The farcical charges against James Comey are the latest attempt by the Trump GOP to create a climate of fear and intimidation amongst their "enemies." As Josh Marshall and Heather Cox Richardson point out, these actions - and so many others - need to be understood not as expressions of Trump's strength, but as weakness. Trump is losing bigly. His approval ratings are cratering, and as they sink further, more of his base start to question whether they made the right choice. His policies are, of course, terrible. The Iran War and the tariffs are stoking inflation, and when you add in deportations and the general chaos of his rule, you get slowing growth.
I never really thought that Trump's wholesale assault on American freedoms was going to resonate with the sort of swing voters who voted for him in 2024 because of nominal prices. They are pretty linear in how they think of politics, and abstractions like "freedom" were never going to move them, or they would have been moved in 2024. That's not to say that they can't see the absurdity of him focusing on his ballroom when people are losing their health insurance and the cost of gas is high and going to get higher.

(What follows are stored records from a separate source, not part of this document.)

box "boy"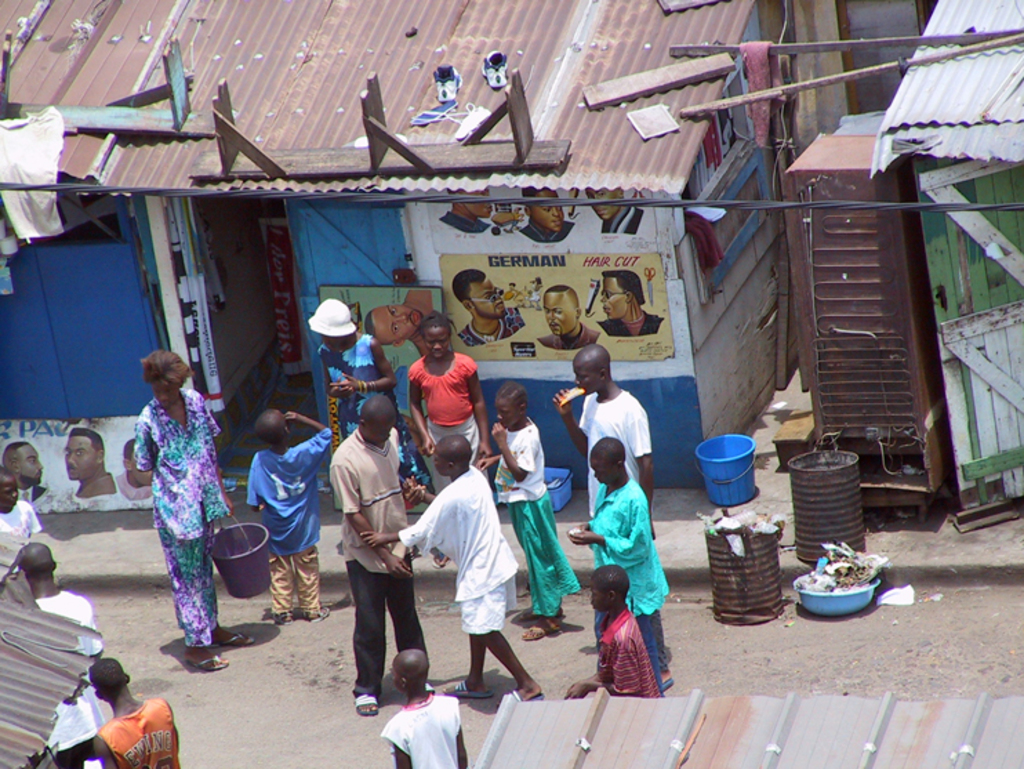
569,563,665,700
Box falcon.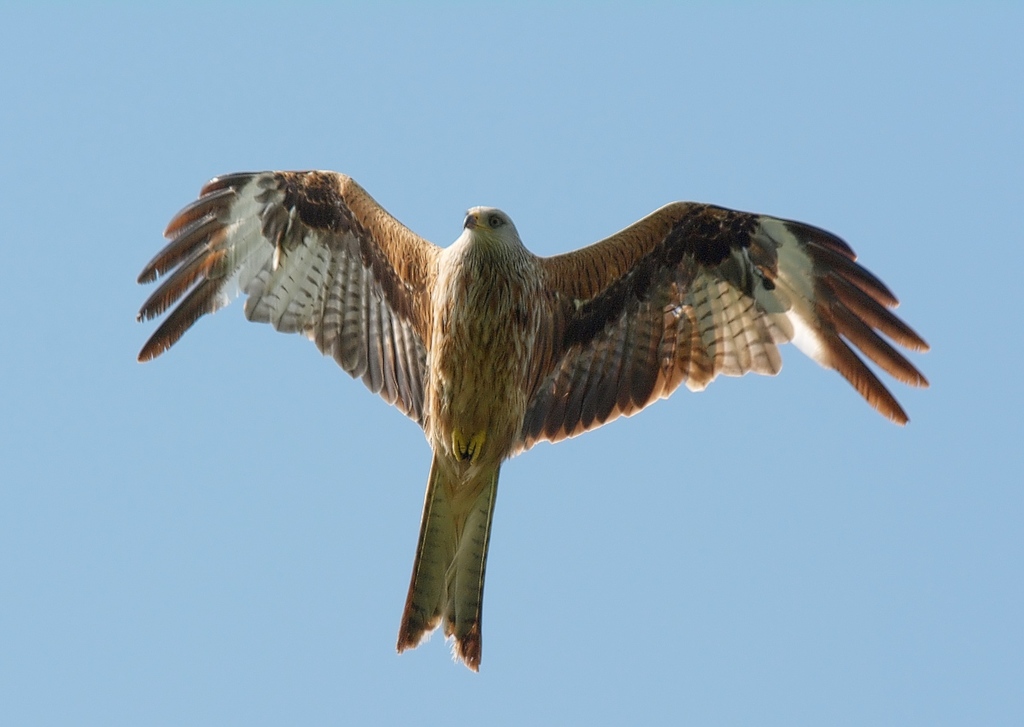
[x1=135, y1=169, x2=930, y2=670].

We are six months from the midterms. Farm bankruptcies are skyrocketing. Interest rates are more likely to go up than down. The chaos will only intensify. Democrats' lead on the generic ballot is not as big as Trump's negative approval ratings. That typically changes as we approach a midterm election. What's more, this is where candidate quality matters. Mary Peltola and Sherrod Brown have already won their states before. People should trust them more than "Generic Democrat."
Expect the crashing out by Trump to continue.